Work, Organisation, Labour and Globalisation is a new journal edited by Ursula Huws and published by Merlin Press at £14.95. The second issue contains more than a dozen articles analysing the degree to which firms and the workforces they employ have been fragmented or concentrated by international economic and technological changes in recent years. It is a valuable resource for anyone interested in what is really happening to the working class.

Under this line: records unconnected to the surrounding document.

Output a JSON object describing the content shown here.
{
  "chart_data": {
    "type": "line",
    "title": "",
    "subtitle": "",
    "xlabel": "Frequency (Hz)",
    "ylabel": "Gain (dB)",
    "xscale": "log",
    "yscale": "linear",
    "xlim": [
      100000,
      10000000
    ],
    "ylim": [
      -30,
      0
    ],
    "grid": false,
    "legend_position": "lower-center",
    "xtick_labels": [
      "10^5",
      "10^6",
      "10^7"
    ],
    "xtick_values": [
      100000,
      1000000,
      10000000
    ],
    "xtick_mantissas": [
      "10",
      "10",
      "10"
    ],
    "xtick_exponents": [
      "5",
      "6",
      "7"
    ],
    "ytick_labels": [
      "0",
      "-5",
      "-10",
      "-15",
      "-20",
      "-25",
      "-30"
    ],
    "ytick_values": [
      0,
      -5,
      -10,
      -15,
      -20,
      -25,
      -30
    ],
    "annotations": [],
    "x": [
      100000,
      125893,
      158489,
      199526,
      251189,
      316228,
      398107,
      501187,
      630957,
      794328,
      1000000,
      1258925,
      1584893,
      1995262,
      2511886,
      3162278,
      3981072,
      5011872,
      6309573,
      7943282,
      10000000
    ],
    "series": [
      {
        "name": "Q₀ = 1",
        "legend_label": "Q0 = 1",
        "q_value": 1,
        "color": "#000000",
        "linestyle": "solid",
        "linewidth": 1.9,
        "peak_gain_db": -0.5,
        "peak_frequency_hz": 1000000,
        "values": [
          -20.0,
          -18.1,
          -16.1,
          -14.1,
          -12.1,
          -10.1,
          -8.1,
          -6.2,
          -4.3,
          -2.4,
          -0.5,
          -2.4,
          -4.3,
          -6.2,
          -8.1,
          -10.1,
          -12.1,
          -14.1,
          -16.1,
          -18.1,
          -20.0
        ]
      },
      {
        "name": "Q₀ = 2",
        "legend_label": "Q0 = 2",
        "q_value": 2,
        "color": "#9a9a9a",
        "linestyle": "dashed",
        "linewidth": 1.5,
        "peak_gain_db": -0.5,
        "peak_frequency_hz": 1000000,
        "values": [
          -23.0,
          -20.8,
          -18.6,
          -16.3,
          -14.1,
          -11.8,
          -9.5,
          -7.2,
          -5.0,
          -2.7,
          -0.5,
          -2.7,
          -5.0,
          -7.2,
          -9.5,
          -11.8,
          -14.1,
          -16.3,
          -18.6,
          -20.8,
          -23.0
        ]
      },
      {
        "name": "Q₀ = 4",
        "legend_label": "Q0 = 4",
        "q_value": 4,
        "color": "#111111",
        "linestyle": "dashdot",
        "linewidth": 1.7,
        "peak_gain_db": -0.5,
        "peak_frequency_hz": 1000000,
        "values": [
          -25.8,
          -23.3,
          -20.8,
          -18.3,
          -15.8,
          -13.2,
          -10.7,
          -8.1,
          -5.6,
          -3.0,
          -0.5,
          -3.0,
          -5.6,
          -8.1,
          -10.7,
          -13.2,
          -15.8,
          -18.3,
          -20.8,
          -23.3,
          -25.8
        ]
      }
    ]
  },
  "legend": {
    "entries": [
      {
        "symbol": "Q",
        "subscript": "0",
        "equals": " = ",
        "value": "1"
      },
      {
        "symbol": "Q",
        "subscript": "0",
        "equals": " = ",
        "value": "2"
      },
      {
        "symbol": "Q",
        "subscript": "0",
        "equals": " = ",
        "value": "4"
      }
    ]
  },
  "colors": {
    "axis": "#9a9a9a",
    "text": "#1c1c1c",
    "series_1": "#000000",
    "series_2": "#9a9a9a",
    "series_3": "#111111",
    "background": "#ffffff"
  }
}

The Marxist Internet Archive now contains a growing number of pieces from the first series of International Socialism, starting nearly half a century ago. Five full issues from the early 1960s (issues 4, 10, 12, 13 and 19) are now online (www.marxists.org/history/etol/newspape/isj/). Apart from the major articles, there is an amazing array of book reviewers (Michael Kidron, Nigel Harris, Tony Cliff, Alasdair MacIntyre, Ken Coates, Sam Farber, Ray Challinor, Hilary Rose, Barry Hindness, John Palmer and Peter Sedgwick, as well as people such as Ian Birchall and Colin Barker who still write for us) – and they all managed to do their reviews in about a fifth of the word count that our present reviewers do!

Another treat in the archive is the classic Marxist study of the 1930s slump, The Decline of American Capitalism, by Lewis Corey (aka Fraina): www.marxists.org/archive/corey/1934/decline/index.html.